Mike Doll
VP, Data
Guitar Center
Michael Doll is the VP of Data for Guitar Center. Mike has over 15 years of experience in data, analytics and strategy, with a track record of building high performing data functions at companies across multiple industries. As the VP of Data at Guitar Center, the nation's largest musical retailer, Mike leads enterprise-wide data strategy across infra, BI, analytics and ML.
Mike attended the University of Chicago where he was an all-conference hurdler, graduating with a degree in Mathematics. Mike also grew up in Chicago and still enjoys rooting for the Sox, Bears & Hawks. He settled in the San Francisco Bay Area in 2010 and lives with his wife and three children. Mike enjoys gardening, chess and poker.
Learn more about the San Francisco CDAO community here.
Give us a brief overview of the path that led to your current role.
I was fortunate at LendingTree, where I started in digital marketing, to encounter two great career mentors who sponsored my move into data and analytics leadership there. Having found my home in data, I pursued opportunities to grow my skills and experience as a senior data leader. That led me to several great years as Udacity's Head of Data, before a sabbatical break and now the chance to lead Guitar Center's efforts at upgrading its data capabilities.
What is one of your guiding leadership principles?
Work ON the team, not "in" the team. A leader's job is to make the whole team better. Whether that is investing in talent, building better operational processes, setting the right priorities or providing the right tools; the leader gets ahead by making everyone else better, not just making an individual contribution to any given project.
For data leaders, I'd add that a key principle is to stay business-centric. We need to match priorities and build successful partnerships with the business that puts our data into action.
What is the greatest challenge data leaders face today, and how are you addressing it?
Fundamentals. While AI and ML is all the buzz, I need to overcome the core challenge of helping the business understand what is happening and why, so that we can make better decisions on what to do about it.
What is the key to success for someone just starting out as a CDAO?
Be a humble yet rapacious learner. Learn about your team, your tools and your processes. Learn about the business and its setups. Learn about your stakeholders and their needs. Only then can you properly adapt your wealth of experience to the next context and drive value.
How do you measure success as a leader?
It differs by dimension. I use a recurring stakeholder survey to measure ongoing CSAT and other KPIs of the success my team drives, second hand across the organization. I look at my team's retention and engagement scores to measure my people leadership success, and I love unsolicited comments as an indicator of success. Finally, I look for the critical business areas and specific projects where my team is a key contributor to reflect our success at driving collaborative business value.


What the exercise asks:
Within the records that follow, restate exactly the lines from the line with "Select <element>drink</element> with" down to the line with "Look for <item>woman</item>.", including both. Omit the pictures.

====== Recorded data ======

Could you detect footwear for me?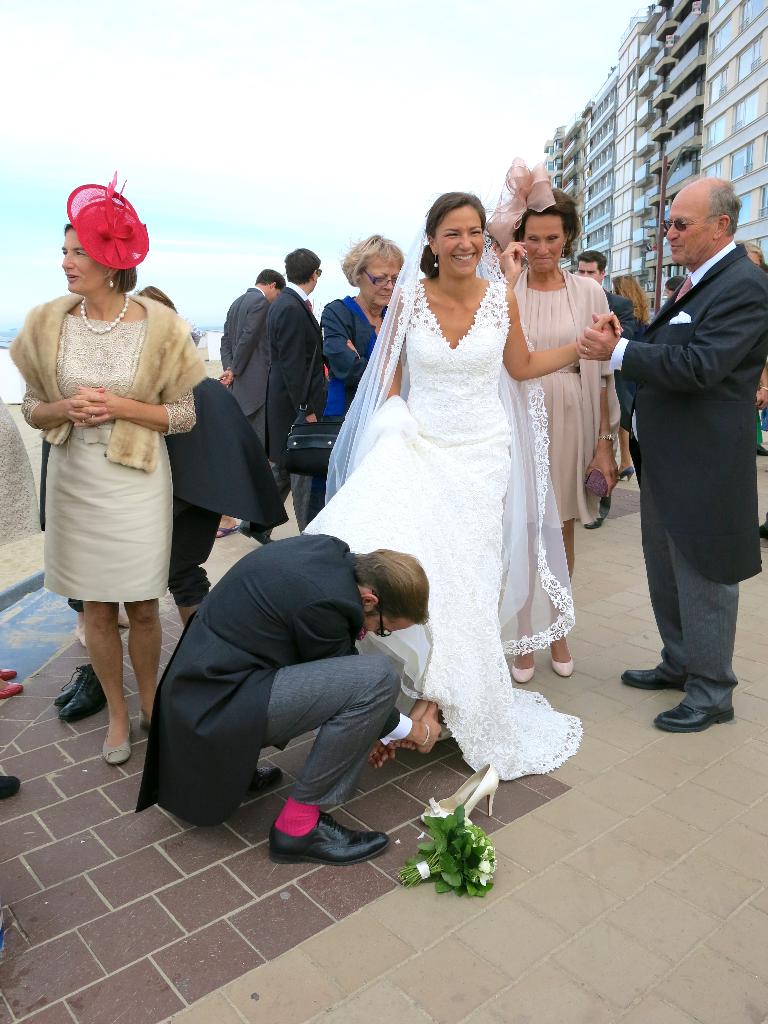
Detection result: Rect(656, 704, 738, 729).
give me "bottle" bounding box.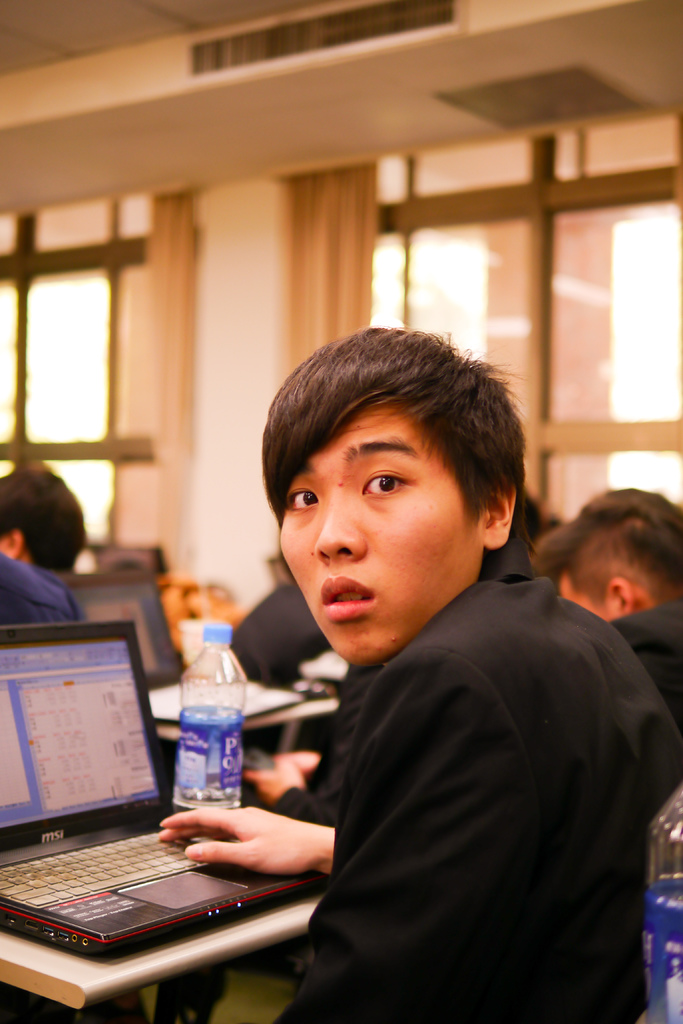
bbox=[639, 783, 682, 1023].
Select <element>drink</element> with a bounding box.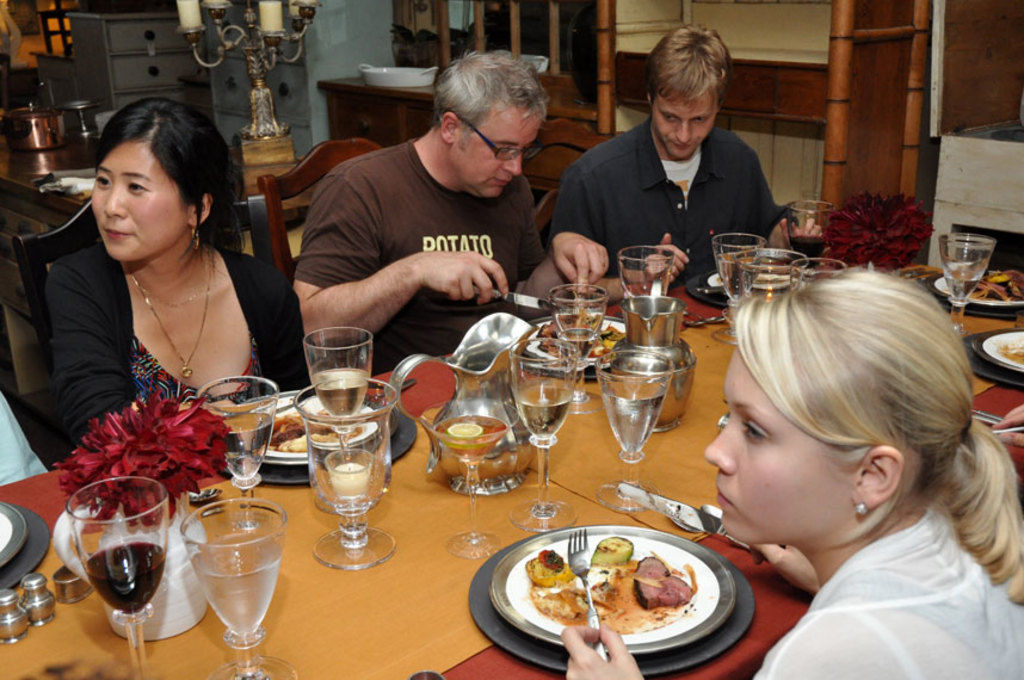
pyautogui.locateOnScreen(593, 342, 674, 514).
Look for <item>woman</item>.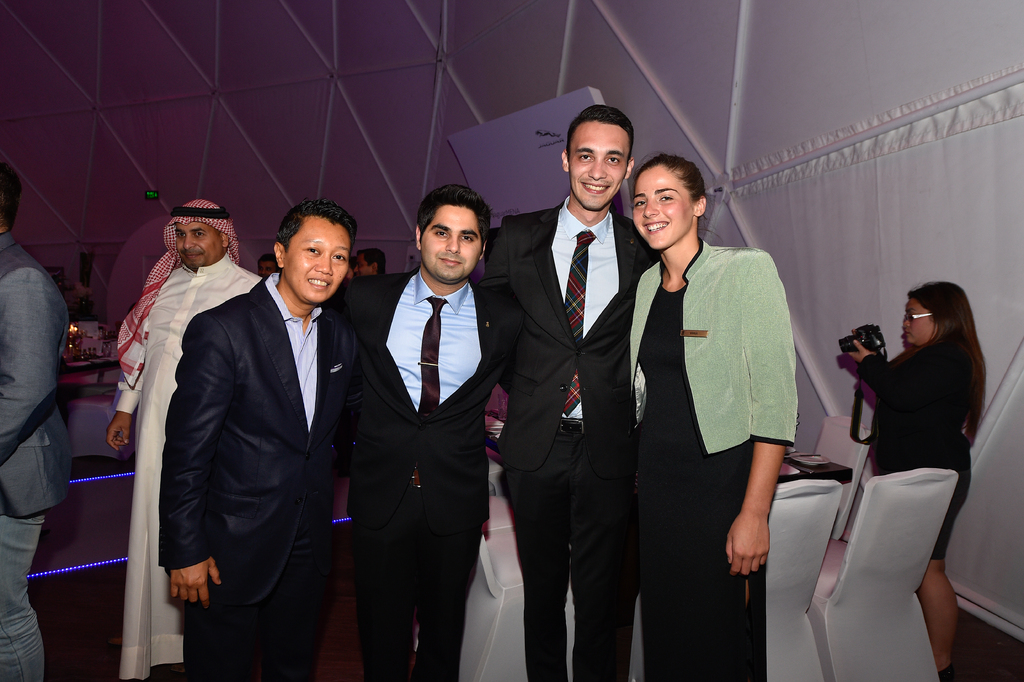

======
====== Recorded data ======

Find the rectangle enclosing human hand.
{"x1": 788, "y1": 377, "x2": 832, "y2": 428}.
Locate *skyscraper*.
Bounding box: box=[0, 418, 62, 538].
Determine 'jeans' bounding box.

======
====== Recorded data ======

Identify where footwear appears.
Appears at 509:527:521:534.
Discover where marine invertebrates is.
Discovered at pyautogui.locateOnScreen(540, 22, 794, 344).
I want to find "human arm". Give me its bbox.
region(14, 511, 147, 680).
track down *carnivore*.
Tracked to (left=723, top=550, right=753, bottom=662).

======

Your solution:
Select <element>drink</element> with a bounding box.
pyautogui.locateOnScreen(593, 342, 674, 514).
Look for <item>woman</item>.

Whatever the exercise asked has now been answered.